Tuesday, February 24, 2026

Puebla street vendors scare off restaurant investment

Street vendors in the historic center of Puebla city are scaring off investment in the restaurant industry.

Ten new restaurant projects worth a combined 150 million pesos (US $7.6 million) were slated to start in the heart of Puebla in the final months of 2019 but according to the local president of the national restaurant association Canirac, the investment is now in doubt.

“Investors are worried about the lack of action to remove the street vendors, who have been taking over space since the change of municipal government in the middle of October last year,” said Olga Méndez Juárez.

She claimed that local authorities allow the vendors, known in Mexico as ambulantes, to operate with impunity, adding that the problem is even worse on weekends. Méndez also said that the invasion of street sellers presents a poor image of the city to tourists.

The Canirac president said the heavy presence of the ambulantes is also having a negative impact on existing restaurants in Puebla’s downtown, explaining that patron numbers were down 30% in the first nine months of the year.

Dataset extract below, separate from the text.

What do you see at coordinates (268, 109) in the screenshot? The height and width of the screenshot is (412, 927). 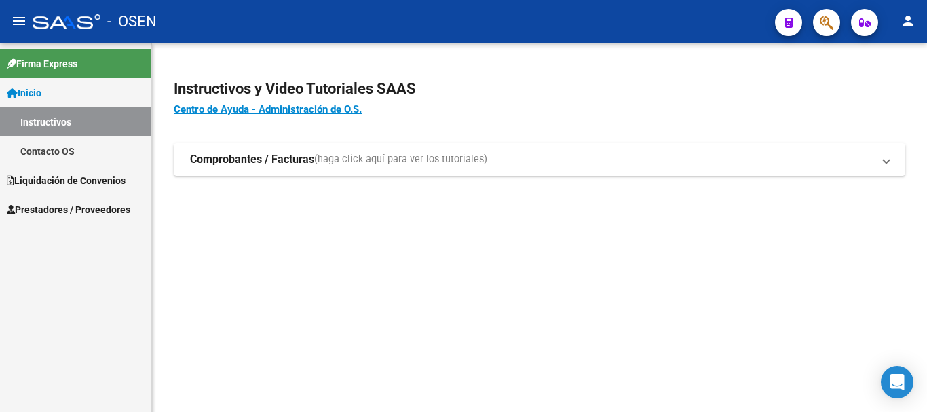 I see `a: Centro de Ayuda - Administración de O.S.` at bounding box center [268, 109].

Méndez questioned the logic of authorities’ failure to crack down on unregulated commerce in the city’s streets, plazas and parks given that, unlike formal businesses, street vendors don’t pay tax or generate large numbers of jobs.

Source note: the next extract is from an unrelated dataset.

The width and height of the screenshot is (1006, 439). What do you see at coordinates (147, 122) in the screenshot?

“If just 10 projects are going to bring 150 million pesos . . . and dozens of jobs, why not . . . do something to remove the informal sector workers?” she asked.

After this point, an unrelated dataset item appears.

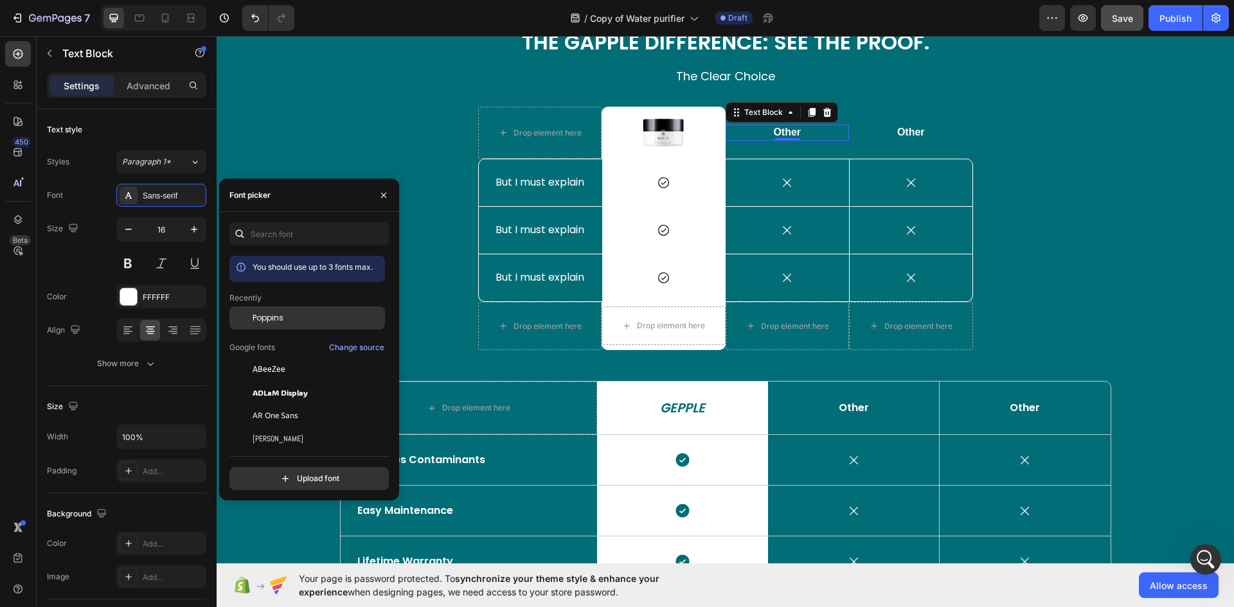 This screenshot has height=607, width=1234. I want to click on button: Home, so click(213, 17).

“. . . We’re worried that the city council isn’t looking at this issue with concern,” Méndez said before calling on Morena party Mayor Claudia Rivera Vivanco to do something.

Removing “unfair competition” from the streets of Puebla would send a positive message to both the 150 existing restaurants in the historic center and entrepreneurs planning to open new establishments, she said.

Source: El Economista (sp) 

Have something to say? Paid Subscribers get all access to make & read comments.
Black and white photos of Mexican tequileros caught on the border in Texas in the 1920s. The three tequileros are posed with two border authorities with the confiscated sacks of alcohol in front of them.

A look back at the days when tequila was the drug smuggled across the Mexico-US border

0
Prohibition launched the era of the tequileros, Mexican men from border towns who saw an opportunity to make a quick buck smuggling contraband alcohol into the U.S.
el Mencho

Here’s what to know about ‘El Mencho’ and the cartel he created

3
El Mencho forged his power by combining accelerated national expansion, large-scale diversification of criminal businesses (drugs, human traffic, extorsion, etc.) and brazen acts of violence toward the authorities.
INEGI, Mexico's official statistics agency, revisits its monthly and quarterly economic data to solidify the findings, and for the fourth quarter of 2025, the adjustment indicated that Mexico's 2025 GDP was a tick better than originally thought.

Revised figures boost Mexico’s 2025 GDP growth to 0.8%

0
The national statistics agency INEGI reported that Mexico’s gross domestic product (GDP) advanced 0.9% in Q4 2025 due to a favorable revision of primary activities, bringing final 2025 growth up from 0.7% to 0.8%.